▶ _Activity_
After locating the line that contains "Find the location of a particular element. The" in the data below, set down exactly that line and each one after it through the line that contains "Image resolution: width=606", and nothing more.

▶ _Entries supplied_
---------------
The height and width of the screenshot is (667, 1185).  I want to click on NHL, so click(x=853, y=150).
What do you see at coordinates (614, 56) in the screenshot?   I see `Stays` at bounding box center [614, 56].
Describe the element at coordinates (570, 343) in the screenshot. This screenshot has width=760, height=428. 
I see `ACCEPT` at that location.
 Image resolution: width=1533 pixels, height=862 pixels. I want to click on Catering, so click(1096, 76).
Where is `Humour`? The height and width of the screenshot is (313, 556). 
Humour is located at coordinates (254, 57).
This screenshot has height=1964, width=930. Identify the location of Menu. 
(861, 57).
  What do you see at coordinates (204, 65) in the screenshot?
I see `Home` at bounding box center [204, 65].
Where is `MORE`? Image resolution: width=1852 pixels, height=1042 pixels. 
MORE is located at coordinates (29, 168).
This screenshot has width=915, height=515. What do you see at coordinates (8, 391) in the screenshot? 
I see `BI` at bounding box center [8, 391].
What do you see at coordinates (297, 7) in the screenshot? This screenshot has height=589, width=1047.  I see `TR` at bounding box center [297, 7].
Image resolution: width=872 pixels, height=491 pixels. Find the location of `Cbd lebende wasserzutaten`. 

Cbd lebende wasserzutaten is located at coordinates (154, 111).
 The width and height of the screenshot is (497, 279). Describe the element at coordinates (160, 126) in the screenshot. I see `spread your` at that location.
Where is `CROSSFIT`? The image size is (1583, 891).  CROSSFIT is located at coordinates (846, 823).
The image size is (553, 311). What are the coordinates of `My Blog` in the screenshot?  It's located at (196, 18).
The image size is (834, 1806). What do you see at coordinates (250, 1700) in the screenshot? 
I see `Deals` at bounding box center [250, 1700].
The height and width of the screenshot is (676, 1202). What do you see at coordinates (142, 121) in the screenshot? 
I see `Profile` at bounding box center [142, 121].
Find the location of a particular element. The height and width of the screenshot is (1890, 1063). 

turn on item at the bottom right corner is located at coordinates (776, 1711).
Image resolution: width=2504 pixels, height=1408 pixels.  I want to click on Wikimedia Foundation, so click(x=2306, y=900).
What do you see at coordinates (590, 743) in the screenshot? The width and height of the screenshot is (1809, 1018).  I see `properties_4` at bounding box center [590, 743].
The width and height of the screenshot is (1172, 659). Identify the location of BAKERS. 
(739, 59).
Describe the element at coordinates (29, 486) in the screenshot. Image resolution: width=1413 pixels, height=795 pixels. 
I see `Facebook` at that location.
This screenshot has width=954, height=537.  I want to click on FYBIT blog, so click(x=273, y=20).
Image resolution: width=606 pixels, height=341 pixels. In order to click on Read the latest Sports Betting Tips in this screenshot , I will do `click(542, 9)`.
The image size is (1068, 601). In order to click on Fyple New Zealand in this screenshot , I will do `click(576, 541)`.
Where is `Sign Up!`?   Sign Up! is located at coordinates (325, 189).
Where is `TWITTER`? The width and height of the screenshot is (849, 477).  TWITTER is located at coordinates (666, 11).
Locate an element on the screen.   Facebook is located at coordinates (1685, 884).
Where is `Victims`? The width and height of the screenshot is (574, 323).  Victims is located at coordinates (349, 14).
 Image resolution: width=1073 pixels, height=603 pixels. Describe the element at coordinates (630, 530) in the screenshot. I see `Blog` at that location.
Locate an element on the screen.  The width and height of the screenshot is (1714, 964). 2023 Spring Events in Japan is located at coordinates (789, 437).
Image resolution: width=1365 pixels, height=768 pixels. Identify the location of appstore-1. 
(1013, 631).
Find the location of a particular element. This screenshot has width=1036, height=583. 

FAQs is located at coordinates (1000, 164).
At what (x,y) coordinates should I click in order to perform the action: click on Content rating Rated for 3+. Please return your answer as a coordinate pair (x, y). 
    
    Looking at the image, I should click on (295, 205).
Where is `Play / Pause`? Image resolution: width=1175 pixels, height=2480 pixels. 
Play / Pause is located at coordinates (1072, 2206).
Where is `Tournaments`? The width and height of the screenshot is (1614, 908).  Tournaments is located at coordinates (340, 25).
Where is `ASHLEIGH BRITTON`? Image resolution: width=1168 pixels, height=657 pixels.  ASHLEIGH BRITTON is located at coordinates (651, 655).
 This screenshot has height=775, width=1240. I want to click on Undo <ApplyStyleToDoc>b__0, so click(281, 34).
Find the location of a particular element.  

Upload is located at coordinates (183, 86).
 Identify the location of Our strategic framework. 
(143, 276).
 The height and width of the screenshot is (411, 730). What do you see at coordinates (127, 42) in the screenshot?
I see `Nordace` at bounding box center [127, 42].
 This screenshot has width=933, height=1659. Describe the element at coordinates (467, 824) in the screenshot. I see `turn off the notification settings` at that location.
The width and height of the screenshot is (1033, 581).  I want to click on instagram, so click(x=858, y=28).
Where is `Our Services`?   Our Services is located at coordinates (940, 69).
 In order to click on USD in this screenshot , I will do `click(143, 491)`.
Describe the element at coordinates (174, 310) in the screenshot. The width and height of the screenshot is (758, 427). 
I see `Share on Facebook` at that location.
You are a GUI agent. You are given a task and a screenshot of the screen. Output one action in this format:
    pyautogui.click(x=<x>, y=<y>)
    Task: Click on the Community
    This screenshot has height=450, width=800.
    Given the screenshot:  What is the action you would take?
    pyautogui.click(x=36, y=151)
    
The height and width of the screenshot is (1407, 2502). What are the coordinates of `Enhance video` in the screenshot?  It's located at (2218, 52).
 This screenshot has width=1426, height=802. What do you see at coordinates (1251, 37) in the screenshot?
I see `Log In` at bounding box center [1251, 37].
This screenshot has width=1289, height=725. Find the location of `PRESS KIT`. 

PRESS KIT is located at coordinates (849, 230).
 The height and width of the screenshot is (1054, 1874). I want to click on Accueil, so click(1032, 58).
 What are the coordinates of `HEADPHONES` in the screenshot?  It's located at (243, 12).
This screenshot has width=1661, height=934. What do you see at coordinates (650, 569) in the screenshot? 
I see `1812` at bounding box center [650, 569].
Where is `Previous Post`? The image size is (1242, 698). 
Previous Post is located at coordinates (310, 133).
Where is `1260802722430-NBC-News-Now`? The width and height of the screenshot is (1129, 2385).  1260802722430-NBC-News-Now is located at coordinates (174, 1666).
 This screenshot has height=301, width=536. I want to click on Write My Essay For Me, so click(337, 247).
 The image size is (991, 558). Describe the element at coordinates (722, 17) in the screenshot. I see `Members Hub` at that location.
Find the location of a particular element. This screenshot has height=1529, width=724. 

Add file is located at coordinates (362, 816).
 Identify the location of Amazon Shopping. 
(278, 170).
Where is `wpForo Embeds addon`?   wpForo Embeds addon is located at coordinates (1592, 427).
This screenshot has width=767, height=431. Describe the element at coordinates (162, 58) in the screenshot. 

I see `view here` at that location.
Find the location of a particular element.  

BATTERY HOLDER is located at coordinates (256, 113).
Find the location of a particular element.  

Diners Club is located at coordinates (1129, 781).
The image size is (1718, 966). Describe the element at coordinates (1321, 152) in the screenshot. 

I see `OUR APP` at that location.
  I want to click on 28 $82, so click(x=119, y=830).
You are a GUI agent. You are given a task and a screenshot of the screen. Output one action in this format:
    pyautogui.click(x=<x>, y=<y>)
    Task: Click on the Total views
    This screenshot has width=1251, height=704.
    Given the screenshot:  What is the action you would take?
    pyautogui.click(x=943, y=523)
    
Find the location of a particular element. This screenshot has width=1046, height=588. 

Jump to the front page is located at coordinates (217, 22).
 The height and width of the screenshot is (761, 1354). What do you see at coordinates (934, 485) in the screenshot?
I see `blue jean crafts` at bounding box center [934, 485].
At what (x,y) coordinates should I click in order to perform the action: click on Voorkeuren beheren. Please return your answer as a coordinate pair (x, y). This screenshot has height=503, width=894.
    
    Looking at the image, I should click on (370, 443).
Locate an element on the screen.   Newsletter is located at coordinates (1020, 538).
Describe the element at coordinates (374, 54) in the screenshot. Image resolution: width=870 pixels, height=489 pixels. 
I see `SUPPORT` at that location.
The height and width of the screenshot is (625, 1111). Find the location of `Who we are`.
---------------
▶ _Solution to this problem_
Find the location of a particular element. The height and width of the screenshot is (1890, 1063). 

turn on item at the bottom right corner is located at coordinates (776, 1711).
Image resolution: width=2504 pixels, height=1408 pixels.  I want to click on Wikimedia Foundation, so click(x=2306, y=900).
What do you see at coordinates (590, 743) in the screenshot? The width and height of the screenshot is (1809, 1018).  I see `properties_4` at bounding box center [590, 743].
The width and height of the screenshot is (1172, 659). Identify the location of BAKERS. 
(739, 59).
Describe the element at coordinates (29, 486) in the screenshot. Image resolution: width=1413 pixels, height=795 pixels. 
I see `Facebook` at that location.
This screenshot has width=954, height=537.  I want to click on FYBIT blog, so click(x=273, y=20).
Image resolution: width=606 pixels, height=341 pixels. In order to click on Read the latest Sports Betting Tips in this screenshot , I will do `click(542, 9)`.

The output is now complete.